KEN: Although everything was happening in painfully slow motion, each frame contained too much experience and too much information, which produced the bizarre sensation that things were happening both rapidly and very slowly, somehow at the same time.
I kept having the image of myself playing baseball: I am standing there with my glove on, with several people throwing baseballs at me, which I am supposed to catch. But so many balls are being thrown at me that they bounce off my face and body and land on the ground, while I stand there with a stupid-looking expression. “Gee, guys, want to slow down and give me a chance? No?...” The bad-news phone calls continued.
TREYA: Why couldn’t someone call with good news, I thought? Isn’t this enough for now? How about a ray of hope somewhere? With each call I went through a period of renewed self-pity, why me? I let myself react, and then after some time passed I could accept the news calmly as simple factual information. This is the way it is. I had a 2.5 centimeter lump removed. It was invasive carcinoma. The cells were poorly differentiated.That’s all we knew for now.It was late. Ken went in the kitchen to get us some tea. The world lay quiet, resting, and my tears began again. Quiet tears, despairing tears.
This was true, this was real, this was happening to me. Ken came back in, looked at me; didn’t say a thing; sat down, put his arms around me; held me very tight; we stared into the darkness, not saying a word.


What is expected
All entries must be repeated exactly. No picture should appear in the result.
━━ Data records ━━
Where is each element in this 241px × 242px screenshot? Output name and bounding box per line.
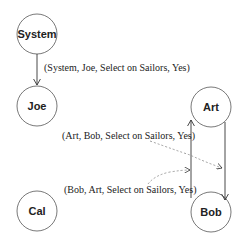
node-system-label: System (17, 28, 56, 40)
node-bob-label: Bob (200, 206, 222, 218)
node-cal-label: Cal (28, 205, 45, 217)
edge-label-bob-art: (Bob, Art, Select on Sailors, Yes) (64, 184, 197, 196)
node-cal: Cal (17, 191, 57, 231)
node-art: Art (191, 87, 231, 127)
node-joe: Joe (17, 86, 57, 126)
node-art-label: Art (203, 101, 219, 113)
edge-label-system-joe: (System, Joe, Select on Sailors, Yes) (44, 62, 190, 74)
edge-label-pointer-bob-art (148, 170, 190, 184)
node-system: System (17, 14, 57, 54)
node-joe-label: Joe (28, 100, 47, 112)
edge-label-art-bob: (Art, Bob, Select on Sailors, Yes) (62, 130, 195, 142)
grant-graph-diagram: System Joe Cal Art Bob (System, Joe, Sel… (0, 0, 241, 242)
edge-label-pointer-art-bob (150, 141, 222, 168)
━━━
Finished exercise
Where is each element in this 241px × 242px screenshot? Output name and bounding box per line.
node-system-label: System (17, 28, 56, 40)
node-bob-label: Bob (200, 206, 222, 218)
node-cal-label: Cal (28, 205, 45, 217)
edge-label-bob-art: (Bob, Art, Select on Sailors, Yes) (64, 184, 197, 196)
node-cal: Cal (17, 191, 57, 231)
node-art: Art (191, 87, 231, 127)
node-joe: Joe (17, 86, 57, 126)
node-art-label: Art (203, 101, 219, 113)
edge-label-system-joe: (System, Joe, Select on Sailors, Yes) (44, 62, 190, 74)
edge-label-pointer-bob-art (148, 170, 190, 184)
node-system: System (17, 14, 57, 54)
node-joe-label: Joe (28, 100, 47, 112)
edge-label-art-bob: (Art, Bob, Select on Sailors, Yes) (62, 130, 195, 142)
grant-graph-diagram: System Joe Cal Art Bob (System, Joe, Sel… (0, 0, 241, 242)
edge-label-pointer-art-bob (150, 141, 222, 168)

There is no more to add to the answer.